There are a few ways this could be interpreted. One is that the non-rapamycin interventions extended lifespan at the start of the study but their effects wore off towards the end. This could be explained by the fact that these were one-time treatments given to mice at the beginning of the study, while rapamycin was in the mice’s food for the entire duration. It may be that some of the treatments needed to be repeated in order to maintain their benefits until the end of the study.

However, it’s also important to remember that as this kind of study progresses, the sample sizes become smaller and can be more heavily influenced by chance. 20% survival in a given group corresponds to just 10 mice, so just a few mice dying or living unexpectedly long has a larger impact, a consideration that is well illustrated by the results from the male mice.

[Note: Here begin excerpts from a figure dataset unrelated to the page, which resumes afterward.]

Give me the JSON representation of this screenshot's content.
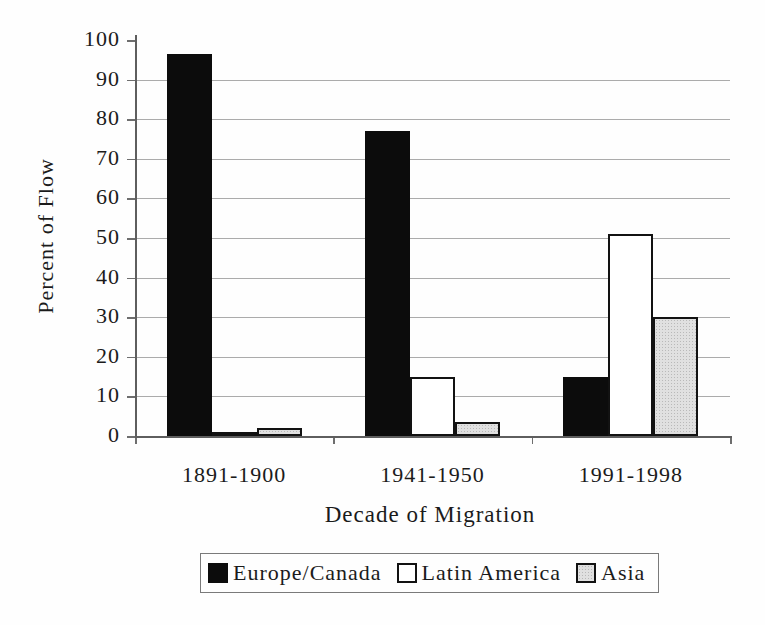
{
  "chart_data": {
    "type": "bar",
    "title": "",
    "xlabel": "Decade of Migration",
    "ylabel": "Percent of Flow",
    "categories": [
      "1891-1900",
      "1941-1950",
      "1991-1998"
    ],
    "series": [
      {
        "name": "Europe/Canada",
        "values": [
          96.5,
          77,
          15
        ],
        "fill": "#0c0c0c",
        "border": "#0c0c0c",
        "pattern": "solid"
      },
      {
        "name": "Latin America",
        "values": [
          1,
          15,
          51
        ],
        "fill": "#ffffff",
        "border": "#121212",
        "pattern": "solid"
      },
      {
        "name": "Asia",
        "values": [
          2,
          3.5,
          30
        ],
        "fill": "#e0e0e0",
        "border": "#121212",
        "pattern": "stipple"
      }
    ],
    "ylim": [
      0,
      100
    ],
    "ytick_step": 10,
    "yticks": [
      0,
      10,
      20,
      30,
      40,
      50,
      60,
      70,
      80,
      90,
      100
    ],
    "grid": true,
    "legend_position": "bottom",
    "colors": {
      "grid": "#ababab",
      "axis": "#5e5e5e",
      "text": "#1b1b1b"
    }
  }
}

As with the female mice, the male mice receiving all 4 treatments did well, but after around 10% (5 mice) remain, they all died off very quickly. This could easily be due to ‘bad luck’ and is why focusing on the single longest living organism is not a good way to measure lifespan extension – there will always be outliers.

Percentage of surviving male mice over time (days) among the 10 different treatment combinations.
https://www.levf.org/projects/robust-mouse-rejuvenation-study-1/study-updates

However, the rest of the data is rather confusing and contrasts starkly with the female data. Firstly, the male mice receiving rapamycin had worse survival than the all-four treatment group for most of the study, but caught up at the end. Secondly, some of the treatment groups fared a lot worse than the mice receiving no treatment at all. This included the no-rapamycin group, which showed the opposite pattern to the female mice – they fared poorly for most of the study, but the last 5 surviving mice then fared exceptionally well. Again, this could be an anomaly, and we’ll need to wait for the statistical analysis to be released before we can make any more detailed interpretations.

What’s Next

After RMR1, the next step will be to gather more data. That doesn’t just mean more mice, but also testing more interventions and collecting data about more than just lifespan. This is what RMR2 is going to attempt.

RMR2 will be conducted in a similar way to RMR1, but with some key differences. It will include 2000 mice and 8 interventions in 20 different combinations. Since rapamycin was consistently effective, it will be given to all of the treatment group mice instead of being included as one of the 8 treatments, which should make it clear whether any of the other treatments have additional lifespan-extending effects.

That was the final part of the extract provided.